At the door of every happy person there should be a man with a hammer whose knock would serve as a constant reminder of the existence of unfortunate people.
Three o'clock in the morning. The soft April night is looking at my windows and caressingly winking at me with its stars. I can't sleep, I am so happy.
I will begin with what in my opinion is your lack of restraint. You are like a spectator in a theatre who expresses his enthusiasm so unrestrainedly that he prevents himself and others from hearing. That lack of restraint is particularly noticeable in the descriptions of nature with which you interrupt dialogues; when one reads them, these descriptions, one wishes they were more compact, shorter, say two or three lines.
[Six principles that make for a good story:] 1. Absence of lengthy verbiage of a political-social-economic nature; 2. total objectivity; 3. truthful descriptions of persons and objects; 4. extreme brevity; 5. audacity and originality: flee the stereotype; 6. compassion.
By poeticizing love, we imagine in those we love virtues that they often do not possess; this then becomes the source of constant mistakes and constant distress.
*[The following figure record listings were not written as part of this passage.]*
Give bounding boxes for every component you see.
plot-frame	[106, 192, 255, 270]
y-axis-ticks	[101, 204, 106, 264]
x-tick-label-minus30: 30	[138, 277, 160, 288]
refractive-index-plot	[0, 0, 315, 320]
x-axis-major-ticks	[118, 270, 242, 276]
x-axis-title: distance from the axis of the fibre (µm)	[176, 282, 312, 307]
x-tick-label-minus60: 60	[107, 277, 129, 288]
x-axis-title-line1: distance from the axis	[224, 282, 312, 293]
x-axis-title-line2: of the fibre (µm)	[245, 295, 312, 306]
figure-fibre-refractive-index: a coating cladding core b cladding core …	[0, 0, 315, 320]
[Ognev] recalled endless, heated, purely Russian arguments, when the wranglers, spraying spittle and banging their fists on the table, fail to understand yet interrupt one another, themselves not even noticing it, contradict themselves with every phrase, change the subject, then, having argued for two or three hours, begin to laugh.
Lermontov died at age twenty-eight and wrote more than have you and I put together. Talent is recognizable not only by quality, but also by the quantity it yields.
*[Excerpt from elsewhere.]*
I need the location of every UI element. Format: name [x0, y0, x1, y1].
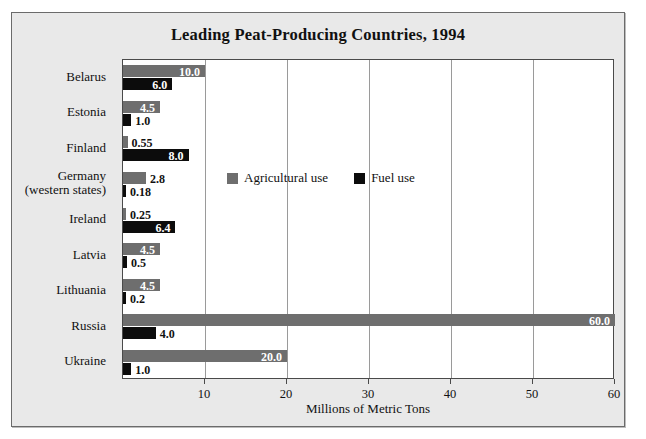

When all is said and done, no literature can outdo the cynicism of real life; you won't intoxicate with one glass someone who has already drunk up a whole barrel.
It is time for writers to admit that nothing in this world makes sense. Only fools and charlatans think they know and understand everything. The stupider they are, the wider they conceive their horizons to be. And if an artist decides to declare that he understands nothing of what he sees - this in itself constitutes a considerable clarity in the realm of thought, and a great step forward.